Before the load balancer forwards it, sensitive fields are already encrypted. Not the whole payload—only the fields that matter. This is Field-Level Encryption at the load balancer itself, stopping exposure before it reaches internal systems.
What is Field-Level Encryption in a Load Balancer?
Field-Level Encryption (FLE) at the load balancer means specific portions of the traffic—like an email address, credit card number, or session token—are encrypted at the edge. The rest of the message stays readable for routing and inspection rules. The encrypted fields pass downstream untouched until a service with the right key decrypts them. This minimizes data breach risk and supports compliance without breaking app workflows.
Why Integrate Directly at the Load Balancer?
- Performance at scale: Traffic is processed in real time with minimal latency.
- Centralized control: No need to ship encryption logic into every microservice.
- Reduced attack surface: Sensitive fields never flow in clear text beyond the balancer.
- Key management isolation: Keys can be stored and rotated independently from app code.
Architecture Considerations
Deploying Field-Level Encryption at a load balancer involves:
- TLS termination at the edge to inspect incoming requests.
- Parsing payloads using protocol-aware filters (e.g. JSON, gRPC).
- Applying encryption selectively to configured fields.
- Forwarding the modified payload to backend services.
- Decryption only where necessary—most services operate blind to sensitive data.
Proper key distribution is critical. Integration with an external KMS ensures keys never live in the load balancer memory longer than needed. Audit logging should record encryption events without storing raw data.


> GOAL OF THE EXERCISE: Type out the whole listing again exactly, pictures omitted.

> RECORD SET:
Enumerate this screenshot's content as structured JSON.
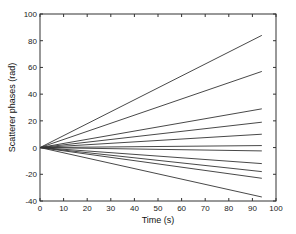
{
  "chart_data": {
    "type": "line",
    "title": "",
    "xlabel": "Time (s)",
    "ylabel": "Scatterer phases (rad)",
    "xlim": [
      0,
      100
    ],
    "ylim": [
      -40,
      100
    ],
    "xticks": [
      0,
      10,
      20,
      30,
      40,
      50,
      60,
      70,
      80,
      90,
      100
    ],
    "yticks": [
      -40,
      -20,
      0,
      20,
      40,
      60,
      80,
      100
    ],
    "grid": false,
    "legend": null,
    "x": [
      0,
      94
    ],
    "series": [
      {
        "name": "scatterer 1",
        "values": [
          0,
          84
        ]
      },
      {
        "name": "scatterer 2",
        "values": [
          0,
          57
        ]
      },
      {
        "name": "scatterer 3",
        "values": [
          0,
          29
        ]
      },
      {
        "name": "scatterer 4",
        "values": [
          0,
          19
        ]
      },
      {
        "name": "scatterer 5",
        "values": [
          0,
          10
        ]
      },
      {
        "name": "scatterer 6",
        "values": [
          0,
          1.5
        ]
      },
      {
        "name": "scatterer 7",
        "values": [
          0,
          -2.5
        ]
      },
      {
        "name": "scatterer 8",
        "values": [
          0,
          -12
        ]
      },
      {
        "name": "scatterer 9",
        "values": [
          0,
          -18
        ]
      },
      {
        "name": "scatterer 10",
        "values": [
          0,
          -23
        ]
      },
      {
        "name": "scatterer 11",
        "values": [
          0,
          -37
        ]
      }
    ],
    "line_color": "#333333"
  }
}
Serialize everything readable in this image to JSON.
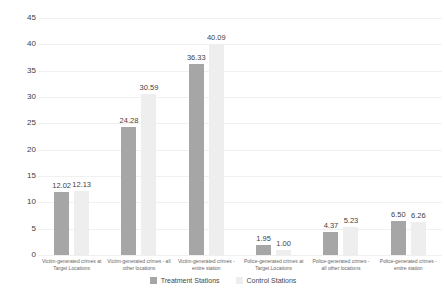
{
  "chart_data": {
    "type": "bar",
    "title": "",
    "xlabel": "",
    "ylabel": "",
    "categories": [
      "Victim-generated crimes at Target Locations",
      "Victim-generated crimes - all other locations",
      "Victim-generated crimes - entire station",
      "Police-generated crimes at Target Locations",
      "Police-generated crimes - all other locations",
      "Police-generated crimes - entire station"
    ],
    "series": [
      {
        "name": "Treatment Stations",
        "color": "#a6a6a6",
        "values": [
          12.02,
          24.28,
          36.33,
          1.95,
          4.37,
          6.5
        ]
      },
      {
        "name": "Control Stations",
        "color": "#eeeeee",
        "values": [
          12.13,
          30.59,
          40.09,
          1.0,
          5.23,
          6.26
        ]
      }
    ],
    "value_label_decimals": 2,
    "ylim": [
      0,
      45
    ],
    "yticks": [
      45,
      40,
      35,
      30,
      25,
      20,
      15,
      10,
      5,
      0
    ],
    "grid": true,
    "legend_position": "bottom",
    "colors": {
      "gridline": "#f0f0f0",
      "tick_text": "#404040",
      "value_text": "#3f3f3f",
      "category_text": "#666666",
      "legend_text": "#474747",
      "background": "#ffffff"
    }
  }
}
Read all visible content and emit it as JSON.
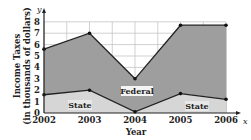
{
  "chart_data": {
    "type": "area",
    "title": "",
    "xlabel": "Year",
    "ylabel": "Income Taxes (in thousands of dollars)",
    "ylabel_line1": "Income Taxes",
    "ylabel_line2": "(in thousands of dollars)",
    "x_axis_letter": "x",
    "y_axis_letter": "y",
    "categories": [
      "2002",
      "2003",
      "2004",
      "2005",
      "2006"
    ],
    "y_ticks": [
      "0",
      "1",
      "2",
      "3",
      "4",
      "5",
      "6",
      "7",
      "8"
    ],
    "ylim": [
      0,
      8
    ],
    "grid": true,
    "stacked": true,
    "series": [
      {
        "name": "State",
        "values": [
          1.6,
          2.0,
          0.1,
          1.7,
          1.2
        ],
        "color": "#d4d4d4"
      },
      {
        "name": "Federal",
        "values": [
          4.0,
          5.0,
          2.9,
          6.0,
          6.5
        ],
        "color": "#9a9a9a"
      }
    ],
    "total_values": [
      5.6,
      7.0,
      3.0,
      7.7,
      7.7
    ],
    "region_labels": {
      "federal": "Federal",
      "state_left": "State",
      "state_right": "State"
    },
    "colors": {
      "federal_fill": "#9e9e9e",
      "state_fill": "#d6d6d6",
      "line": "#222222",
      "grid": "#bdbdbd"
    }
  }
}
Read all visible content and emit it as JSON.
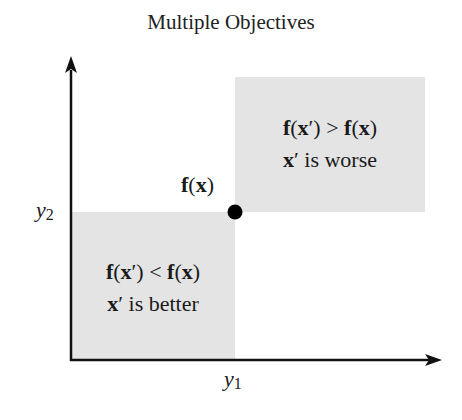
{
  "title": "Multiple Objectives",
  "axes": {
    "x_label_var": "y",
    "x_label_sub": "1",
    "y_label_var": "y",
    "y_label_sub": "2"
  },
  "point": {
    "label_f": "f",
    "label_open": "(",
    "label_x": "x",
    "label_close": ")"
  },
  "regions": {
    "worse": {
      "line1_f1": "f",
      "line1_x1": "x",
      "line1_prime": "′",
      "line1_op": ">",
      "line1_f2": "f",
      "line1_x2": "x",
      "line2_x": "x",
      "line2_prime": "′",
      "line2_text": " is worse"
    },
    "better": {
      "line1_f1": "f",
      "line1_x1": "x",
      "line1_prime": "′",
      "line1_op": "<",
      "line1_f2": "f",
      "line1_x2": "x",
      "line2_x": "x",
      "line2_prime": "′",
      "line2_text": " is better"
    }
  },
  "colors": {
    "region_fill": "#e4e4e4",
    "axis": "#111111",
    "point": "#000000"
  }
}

> TASK SOLUTION:
Enumerate this screenshot's content as structured JSON.
{
  "chart_data": {
    "type": "line",
    "title": "",
    "xlabel": "Time (s)",
    "ylabel": "Scatterer phases (rad)",
    "xlim": [
      0,
      100
    ],
    "ylim": [
      -40,
      100
    ],
    "xticks": [
      0,
      10,
      20,
      30,
      40,
      50,
      60,
      70,
      80,
      90,
      100
    ],
    "yticks": [
      -40,
      -20,
      0,
      20,
      40,
      60,
      80,
      100
    ],
    "grid": false,
    "legend": null,
    "x": [
      0,
      94
    ],
    "series": [
      {
        "name": "scatterer 1",
        "values": [
          0,
          84
        ]
      },
      {
        "name": "scatterer 2",
        "values": [
          0,
          57
        ]
      },
      {
        "name": "scatterer 3",
        "values": [
          0,
          29
        ]
      },
      {
        "name": "scatterer 4",
        "values": [
          0,
          19
        ]
      },
      {
        "name": "scatterer 5",
        "values": [
          0,
          10
        ]
      },
      {
        "name": "scatterer 6",
        "values": [
          0,
          1.5
        ]
      },
      {
        "name": "scatterer 7",
        "values": [
          0,
          -2.5
        ]
      },
      {
        "name": "scatterer 8",
        "values": [
          0,
          -12
        ]
      },
      {
        "name": "scatterer 9",
        "values": [
          0,
          -18
        ]
      },
      {
        "name": "scatterer 10",
        "values": [
          0,
          -23
        ]
      },
      {
        "name": "scatterer 11",
        "values": [
          0,
          -37
        ]
      }
    ],
    "line_color": "#333333"
  }
}
Serialize everything readable in this image to JSON.
{
  "chart_data": {
    "type": "bar",
    "title": "",
    "xlabel": "",
    "ylabel": "",
    "categories": [
      "Victim-generated crimes at Target Locations",
      "Victim-generated crimes - all other locations",
      "Victim-generated crimes - entire station",
      "Police-generated crimes at Target Locations",
      "Police-generated crimes - all other locations",
      "Police-generated crimes - entire station"
    ],
    "series": [
      {
        "name": "Treatment Stations",
        "color": "#a6a6a6",
        "values": [
          12.02,
          24.28,
          36.33,
          1.95,
          4.37,
          6.5
        ]
      },
      {
        "name": "Control Stations",
        "color": "#eeeeee",
        "values": [
          12.13,
          30.59,
          40.09,
          1.0,
          5.23,
          6.26
        ]
      }
    ],
    "value_label_decimals": 2,
    "ylim": [
      0,
      45
    ],
    "yticks": [
      45,
      40,
      35,
      30,
      25,
      20,
      15,
      10,
      5,
      0
    ],
    "grid": true,
    "legend_position": "bottom",
    "colors": {
      "gridline": "#f0f0f0",
      "tick_text": "#404040",
      "value_text": "#3f3f3f",
      "category_text": "#666666",
      "legend_text": "#474747",
      "background": "#ffffff"
    }
  }
}
Read all visible content and emit it as JSON.
{
  "chart_data": {
    "type": "area",
    "title": "",
    "xlabel": "Year",
    "ylabel": "Income Taxes (in thousands of dollars)",
    "ylabel_line1": "Income Taxes",
    "ylabel_line2": "(in thousands of dollars)",
    "x_axis_letter": "x",
    "y_axis_letter": "y",
    "categories": [
      "2002",
      "2003",
      "2004",
      "2005",
      "2006"
    ],
    "y_ticks": [
      "0",
      "1",
      "2",
      "3",
      "4",
      "5",
      "6",
      "7",
      "8"
    ],
    "ylim": [
      0,
      8
    ],
    "grid": true,
    "stacked": true,
    "series": [
      {
        "name": "State",
        "values": [
          1.6,
          2.0,
          0.1,
          1.7,
          1.2
        ],
        "color": "#d4d4d4"
      },
      {
        "name": "Federal",
        "values": [
          4.0,
          5.0,
          2.9,
          6.0,
          6.5
        ],
        "color": "#9a9a9a"
      }
    ],
    "total_values": [
      5.6,
      7.0,
      3.0,
      7.7,
      7.7
    ],
    "region_labels": {
      "federal": "Federal",
      "state_left": "State",
      "state_right": "State"
    },
    "colors": {
      "federal_fill": "#9e9e9e",
      "state_fill": "#d6d6d6",
      "line": "#222222",
      "grid": "#bdbdbd"
    }
  }
}
Read all visible content and emit it as JSON.
{
  "title": "Multiple Objectives",
  "axes": {
    "x_label_var": "y",
    "x_label_sub": "1",
    "y_label_var": "y",
    "y_label_sub": "2"
  },
  "point": {
    "label_f": "f",
    "label_open": "(",
    "label_x": "x",
    "label_close": ")"
  },
  "regions": {
    "worse": {
      "line1_f1": "f",
      "line1_x1": "x",
      "line1_prime": "′",
      "line1_op": ">",
      "line1_f2": "f",
      "line1_x2": "x",
      "line2_x": "x",
      "line2_prime": "′",
      "line2_text": " is worse"
    },
    "better": {
      "line1_f1": "f",
      "line1_x1": "x",
      "line1_prime": "′",
      "line1_op": "<",
      "line1_f2": "f",
      "line1_x2": "x",
      "line2_x": "x",
      "line2_prime": "′",
      "line2_text": " is better"
    }
  },
  "colors": {
    "region_fill": "#e4e4e4",
    "axis": "#111111",
    "point": "#000000"
  }
}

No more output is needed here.